Ann, in this depiction, is drawn in by the primal urge for storytelling. Early in the film, as Denham describes his obsession to make his movie, her eyes tell us that she is captivated by the story. She already knows the story: she is the story. She anticipates its ending when she says, “Good things never last.”

If this film has a flaw, it is that it lasts too long. At three hours and seven minutes, it needs trimming. I wouldn’t remove any scenes, but each scene could be shorter. Trim ten seconds here, 30 seconds there, a minute or two from somewhere else, and the film could come in at a reasonable two hours and 20 minutes. But when you’ve asked the studio for an extra $20 million for computer graphics, and coughed up an additional $30 million of your own, it must be hard to say, “Sorry, I changed my mind.”

Nevertheless, this “King Kong” delivers. Jackson has written an intelligent, literary script to go with his tensely drawn action sequences. He inserts multiple references to other literary works. A mysterious cabin boy reads Joseph Conrad’s “Heart of Darkness,” suggesting that the film will explore Conrad’s themes of obsession, imperialism, and what it means to be human. Denham’s obsession to press forward, his need to uncover the mysteries, echoes the doomed Oedipus. Jackson recalls Heming- way’s “The ‘. Sun Also Rises” with a stampede of dinosaurs reminiscent of the running of the bulls at Pamplona. He subtly pays homage to the original Ann Darrow by having Denham refer to actress Fay Wray. And Kong’s now iconic climb is no longer an escape to a rocky tower that he remembers from his island; it’s a doomed lovers’ rendezvous. Evidently, even before “An Affair to Remember” spawned “Sleepless in Seattle,” Kong and Ann had headed for the most romantic spot in New York City – the top of the Empire State Building.

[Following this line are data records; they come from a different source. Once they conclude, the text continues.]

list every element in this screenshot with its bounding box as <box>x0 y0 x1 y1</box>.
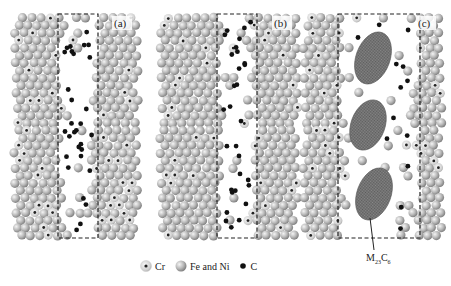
figure: (a)(b)(c) M23C6 Cr Fe and Ni C <box>0 0 451 286</box>
carbide-ellipse <box>349 163 399 225</box>
atomic-structure-figure: (a)(b)(c) <box>0 0 451 250</box>
legend-item-c: C <box>239 261 257 272</box>
c-text: C <box>381 252 388 263</box>
panel-label-a: (a) <box>114 17 127 30</box>
carbide-precipitates <box>343 27 399 225</box>
carbide-callout-line <box>370 218 374 250</box>
legend-label-cr: Cr <box>155 261 165 272</box>
legend-label-fe-ni: Fe and Ni <box>190 261 229 272</box>
fe-ni-atom-icon <box>175 260 187 272</box>
panel-label-b: (b) <box>274 17 287 30</box>
legend-item-fe-ni: Fe and Ni <box>175 260 229 272</box>
cr-atom-icon <box>140 260 152 272</box>
panel-label-c: (c) <box>418 17 431 30</box>
carbide-ellipse <box>348 27 398 89</box>
legend-item-cr: Cr <box>140 260 165 272</box>
legend: Cr Fe and Ni C <box>140 258 257 274</box>
carbide-callout-label: M23C6 <box>366 252 391 265</box>
legend-label-c: C <box>250 261 257 272</box>
m-text: M <box>366 252 375 263</box>
sub-6: 6 <box>388 259 391 265</box>
carbon-atom-icon <box>239 262 247 270</box>
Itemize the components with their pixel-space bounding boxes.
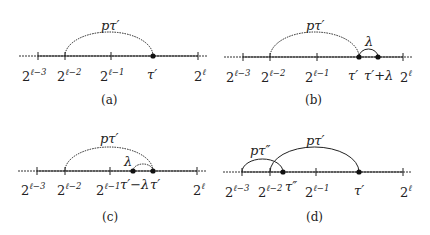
tick-label: 2ℓ−3: [22, 67, 46, 84]
tick-label: 2ℓ−2: [258, 183, 282, 200]
tick-label: 2ℓ: [194, 67, 206, 84]
arc-label-lambda: λ: [123, 154, 132, 169]
arc-ptau: [270, 32, 359, 57]
point-tau-prime: [150, 168, 155, 173]
point-tau-prime: [356, 169, 361, 174]
arc-lambda: [359, 49, 378, 57]
tick-label: 2ℓ−1: [305, 183, 329, 200]
arc-label: pτ″: [250, 143, 271, 158]
figure-canvas: pτ′ 2ℓ−3 2ℓ−2 2ℓ−1 τ′ 2ℓ (a) pτ′ λ 2ℓ−3 …: [0, 0, 430, 235]
tick-label: 2ℓ−2: [57, 67, 81, 84]
point-tau-prime: [150, 53, 155, 58]
point-label: τ″: [285, 179, 297, 194]
tick-label: 2ℓ−2: [261, 68, 285, 85]
point-tau-prime-plus-lambda: [375, 54, 380, 59]
point-label: τ′−λ: [120, 177, 149, 192]
arc-ptau-double-prime: [242, 159, 283, 172]
tick-label: 2ℓ−3: [226, 68, 250, 85]
arc-ptau: [65, 32, 153, 56]
point-label: τ′: [150, 177, 160, 192]
point-label: τ′: [354, 183, 364, 198]
arc-lambda: [133, 164, 153, 171]
arc-label-lambda: λ: [364, 34, 373, 49]
tick-label: 2ℓ: [400, 183, 412, 200]
panel-d: pτ″ pτ′ 2ℓ−3 2ℓ−2 τ″ 2ℓ−1 τ′ 2ℓ (d): [223, 133, 412, 224]
panel-c: pτ′ λ 2ℓ−3 2ℓ−2 2ℓ−1 τ′−λ τ′ 2ℓ (c): [18, 131, 207, 224]
panel-caption: (b): [305, 93, 322, 107]
tick-label: 2ℓ−3: [225, 183, 249, 200]
panel-b: pτ′ λ 2ℓ−3 2ℓ−2 2ℓ−1 τ′ τ′+λ 2ℓ (b): [224, 18, 413, 107]
point-label: τ′: [147, 67, 157, 82]
arc-ptau: [65, 147, 153, 171]
arc-label: pτ′: [306, 18, 325, 33]
tick-label: 2ℓ: [400, 68, 412, 85]
arc-label: pτ′: [100, 131, 119, 146]
tick-label: 2ℓ−1: [96, 181, 120, 198]
panel-caption: (a): [101, 93, 118, 107]
panel-caption: (c): [102, 210, 118, 224]
point-tau-double-prime: [280, 169, 285, 174]
point-tau-prime: [356, 54, 361, 59]
tick-label: 2ℓ−1: [100, 67, 124, 84]
panel-a: pτ′ 2ℓ−3 2ℓ−2 2ℓ−1 τ′ 2ℓ (a): [19, 18, 208, 107]
arc-label: pτ′: [306, 133, 325, 148]
tick-label: 2ℓ−2: [57, 181, 81, 198]
panel-caption: (d): [306, 210, 323, 224]
tick-label: 2ℓ−3: [21, 181, 45, 198]
tick-label: 2ℓ: [193, 181, 205, 198]
point-tau-prime-minus-lambda: [130, 168, 135, 173]
point-label: τ′: [348, 68, 358, 83]
arc-ptau-prime: [270, 147, 359, 172]
point-label: τ′+λ: [364, 68, 393, 83]
tick-label: 2ℓ−1: [305, 68, 329, 85]
arc-label: pτ′: [101, 18, 120, 33]
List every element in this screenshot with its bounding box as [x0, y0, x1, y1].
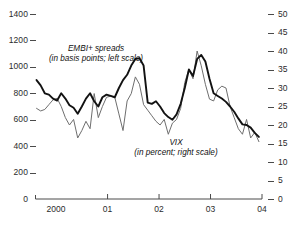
- embi-annotation-line1: EMBI+ spreads: [31, 44, 161, 54]
- embi-annotation-line2: (in basis points; left scale): [31, 54, 161, 64]
- vix-annotation-line1: VIX: [111, 138, 241, 148]
- plot-area: [0, 0, 306, 230]
- embi-annotation: EMBI+ spreads (in basis points; left sca…: [31, 44, 161, 64]
- vix-annotation: VIX (in percent; right scale): [111, 138, 241, 158]
- chart-figure: 0200400600800100012001400 05101520253035…: [0, 0, 306, 230]
- axis-lines: [36, 194, 263, 199]
- vix-annotation-line2: (in percent; right scale): [111, 148, 241, 158]
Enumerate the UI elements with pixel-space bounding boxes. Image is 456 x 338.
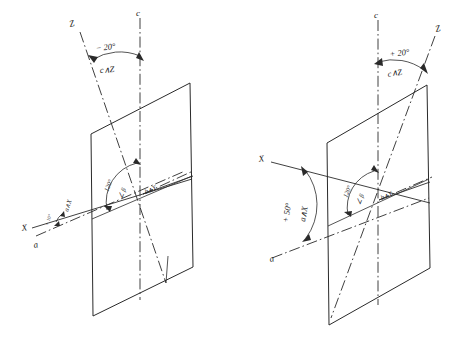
left-cz-relation-label: c∧Z: [99, 64, 114, 75]
figure-root: c Z − 20° c∧Z a X + 10° a∧X 120° ∠ β b∧Y: [0, 0, 456, 338]
right-c-axis-label: c: [374, 10, 378, 20]
left-cz-angle-value: − 20°: [95, 41, 116, 53]
canvas-background: [0, 0, 456, 338]
left-c-axis-label: c: [136, 8, 140, 18]
orientation-diagram-svg: c Z − 20° c∧Z a X + 10° a∧X 120° ∠ β b∧Y: [0, 0, 456, 338]
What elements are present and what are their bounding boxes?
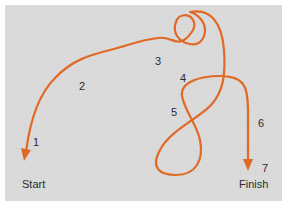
start-arrowhead-icon [21, 148, 31, 161]
step-label-7: 7 [262, 163, 268, 174]
finish-label: Finish [239, 179, 268, 190]
step-label-2: 2 [79, 81, 85, 92]
start-label: Start [22, 179, 45, 190]
finish-arrowhead-icon [243, 159, 253, 171]
step-label-6: 6 [258, 118, 264, 129]
step-label-1: 1 [33, 137, 39, 148]
step-label-5: 5 [171, 107, 177, 118]
step-label-4: 4 [180, 73, 186, 84]
route-path-line [26, 11, 248, 175]
step-label-3: 3 [155, 56, 161, 67]
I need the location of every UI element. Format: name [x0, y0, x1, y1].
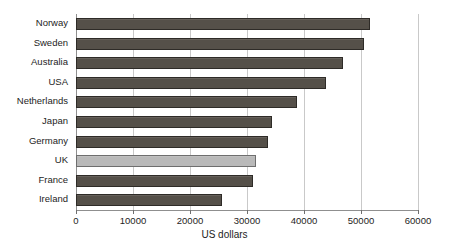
bar-france — [76, 175, 253, 187]
bar-netherlands — [76, 96, 297, 108]
category-label-france: France — [0, 175, 68, 185]
bar-ireland — [76, 194, 222, 206]
category-label-japan: Japan — [0, 116, 68, 126]
category-label-ireland: Ireland — [0, 194, 68, 204]
x-tick — [418, 210, 419, 214]
gridline — [418, 14, 419, 210]
x-tick — [133, 210, 134, 214]
bar-row — [76, 113, 418, 133]
category-label-usa: USA — [0, 77, 68, 87]
x-axis-title: US dollars — [0, 229, 449, 241]
bar-germany — [76, 136, 268, 148]
x-tick-label: 40000 — [274, 215, 334, 226]
bar-uk — [76, 155, 256, 167]
plot-area — [76, 14, 418, 210]
bar-row — [76, 152, 418, 172]
bar-japan — [76, 116, 272, 128]
bar-australia — [76, 57, 343, 69]
x-tick-label: 50000 — [331, 215, 391, 226]
category-label-norway: Norway — [0, 18, 68, 28]
x-tick — [190, 210, 191, 214]
x-tick — [361, 210, 362, 214]
bar-sweden — [76, 38, 364, 50]
bar-row — [76, 15, 418, 35]
bar-row — [76, 191, 418, 211]
category-label-sweden: Sweden — [0, 38, 68, 48]
x-tick-label: 10000 — [103, 215, 163, 226]
category-label-netherlands: Netherlands — [0, 96, 68, 106]
bar-chart: NorwaySwedenAustraliaUSANetherlandsJapan… — [0, 0, 449, 251]
bar-usa — [76, 77, 326, 89]
x-tick-label: 0 — [46, 215, 106, 226]
x-tick-label: 20000 — [160, 215, 220, 226]
bar-row — [76, 133, 418, 153]
x-tick — [76, 210, 77, 214]
bar-row — [76, 54, 418, 74]
bar-series — [76, 14, 418, 210]
category-label-germany: Germany — [0, 136, 68, 146]
bar-row — [76, 74, 418, 94]
bar-row — [76, 172, 418, 192]
category-label-uk: UK — [0, 155, 68, 165]
x-tick — [304, 210, 305, 214]
bar-row — [76, 93, 418, 113]
bar-row — [76, 35, 418, 55]
x-tick-label: 30000 — [217, 215, 277, 226]
x-tick-label: 60000 — [388, 215, 448, 226]
x-tick — [247, 210, 248, 214]
bar-norway — [76, 18, 370, 30]
category-label-australia: Australia — [0, 57, 68, 67]
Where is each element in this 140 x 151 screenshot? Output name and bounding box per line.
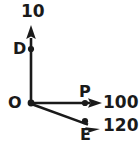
- horizontal-vector-value-label: 100: [103, 94, 139, 111]
- vertical-arrowhead-icon: [26, 25, 36, 39]
- point-d-label: D: [13, 41, 26, 57]
- diagonal-vector-value-label: 120: [103, 117, 139, 134]
- origin-label: O: [8, 95, 22, 111]
- point-e-label: E: [80, 127, 91, 143]
- vertical-vector-value-label: 10: [21, 3, 45, 20]
- point-d-dot: [28, 46, 34, 52]
- point-e-dot: [82, 118, 88, 124]
- vector-diagram: 10 D O P 100 E 120: [0, 0, 140, 151]
- origin-vertex-dot: [28, 100, 35, 107]
- point-p-label: P: [79, 84, 91, 100]
- diagonal-vector-line: [30, 104, 88, 125]
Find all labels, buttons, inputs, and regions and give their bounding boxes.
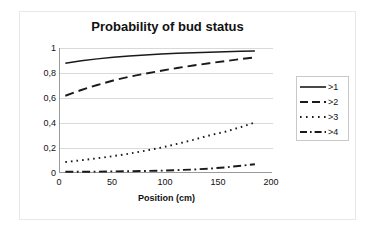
y-tick-label-2: 0,4 <box>28 118 56 128</box>
legend-label-1: >2 <box>327 97 338 107</box>
legend-item-0: >1 <box>299 80 348 93</box>
legend-item-3: >4 <box>299 125 348 138</box>
y-tick-label-5: 1 <box>28 43 56 53</box>
legend-item-1: >2 <box>299 95 348 108</box>
series-line->1 <box>65 51 255 63</box>
legend-label-3: >4 <box>327 127 338 137</box>
y-tick-label-1: 0,2 <box>28 143 56 153</box>
legend-swatch-dotted <box>299 112 327 122</box>
x-tick-label-1: 50 <box>97 177 127 187</box>
gridlines <box>60 49 273 149</box>
x-axis-title: Position (cm) <box>60 193 273 203</box>
y-tick-label-3: 0,6 <box>28 93 56 103</box>
legend-swatch-dashed <box>299 97 327 107</box>
plot-svg <box>60 48 273 173</box>
chart-figure: Probability of bud status Probability 1 … <box>0 0 375 231</box>
x-tick-label-4: 200 <box>256 177 286 187</box>
legend-swatch-solid <box>299 82 327 92</box>
legend: >1 >2 >3 >4 <box>296 76 349 141</box>
legend-swatch-dashdot <box>299 127 327 137</box>
x-tick-label-3: 150 <box>203 177 233 187</box>
x-tick-label-0: 0 <box>44 177 74 187</box>
plot-area <box>59 48 272 173</box>
series-line->4 <box>65 164 255 172</box>
chart-title: Probability of bud status <box>60 20 275 34</box>
legend-item-2: >3 <box>299 110 348 123</box>
legend-label-2: >3 <box>327 112 338 122</box>
series-lines <box>65 51 255 172</box>
series-line->3 <box>65 122 255 162</box>
legend-label-0: >1 <box>327 82 338 92</box>
x-tick-label-2: 100 <box>150 177 180 187</box>
series-line->2 <box>65 57 255 95</box>
y-tick-label-4: 0,8 <box>28 68 56 78</box>
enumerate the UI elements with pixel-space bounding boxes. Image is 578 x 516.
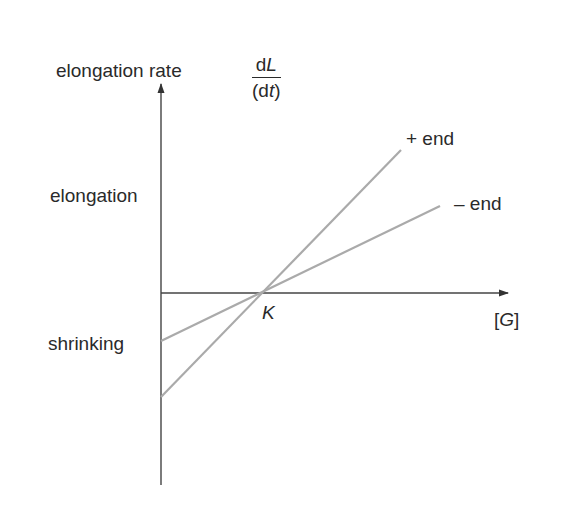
plus-end-line bbox=[161, 150, 401, 397]
x-close: ] bbox=[514, 309, 519, 330]
x-axis-label: [G] bbox=[494, 309, 519, 331]
x-var: G bbox=[499, 309, 514, 330]
frac-num-var: L bbox=[266, 54, 277, 75]
elongation-label: elongation bbox=[50, 185, 138, 207]
k-label: K bbox=[262, 302, 275, 324]
y-axis-title: elongation rate bbox=[56, 60, 182, 82]
shrinking-label: shrinking bbox=[48, 333, 124, 355]
frac-num-d: d bbox=[256, 54, 267, 75]
plus-end-label: + end bbox=[406, 128, 454, 150]
frac-den-close: ) bbox=[274, 80, 280, 101]
minus-end-label: – end bbox=[454, 193, 502, 215]
frac-den-open: (d bbox=[252, 80, 269, 101]
y-axis-fraction: dL (dt) bbox=[252, 55, 281, 100]
minus-end-line bbox=[161, 206, 440, 341]
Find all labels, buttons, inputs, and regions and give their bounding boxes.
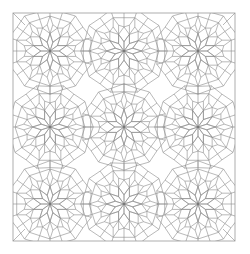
rosette-center [197, 50, 199, 52]
rosette-center [49, 126, 51, 128]
rosette-center [49, 50, 51, 52]
penrose-tiling [0, 0, 250, 254]
rosette-center [197, 203, 199, 205]
rhombus-tiles [7, 8, 242, 248]
rosette-center [123, 50, 125, 52]
rosette-center [197, 126, 199, 128]
rosette-center [123, 126, 125, 128]
rosette-center [123, 203, 125, 205]
rosette-center [49, 203, 51, 205]
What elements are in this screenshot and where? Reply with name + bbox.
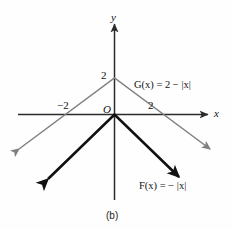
x-tick-label-negative-2: −2: [57, 100, 69, 111]
y-axis-label: y: [111, 12, 116, 23]
f-function-annotation: F(x) = − |x|: [139, 181, 186, 192]
y-tick-label-2: 2: [101, 70, 107, 81]
graph-canvas: [0, 0, 233, 229]
g-function-annotation: G(x) = 2 − |x|: [134, 80, 191, 91]
curve-f-of-x: [48, 115, 179, 180]
figure-caption: (b): [106, 211, 118, 221]
x-axis-label: x: [214, 108, 219, 119]
origin-label: O: [103, 104, 111, 115]
graph-figure: y x 2 −2 2 O G(x) = 2 − |x| F(x) = − |x|…: [0, 0, 233, 229]
x-tick-label-2: 2: [148, 100, 154, 111]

Perhaps the most significant, and

the most subtle, literary echo is that of “Dr. Jekyll and Mr. Hyde.” When writer Driscoll is tricked into sailing with the ship to Skull Island, there aren’t enough cabins for him, so he beds down in an animal cage in the hold. Several scenes show him writing behind bars, while director Denham dictates what to write. Ann falls simultaneously for the writer inside the cage, who attracts her with words, and for the beast in the jungle, who attracts her with his unspoken manliness. Both Kong and Driscoll entertain her, rescue her, and seduce her, yet they never fight each other for her. When Kong dies, Driscoll is there to comfort her. Did Kong really exist, or is he merely the writer’s alter ego?

In this new context, Denham’s closing line, “‘Twas Beauty killed the Beast,” seems to suggest that the magnetic beastliness that attracts a woman to a man is, ironically, tamed out of existence through love. Although she feels safe in Driscoll’s cerebral embrace, a part of her will always yearn for the beast. But the cerebral writer has been changed by the experience too – he has run with the bulls, faced down a giant gorilla, and proved that no mountain is high enough to keep him from getting to the woman he loves. Kong lives, after all.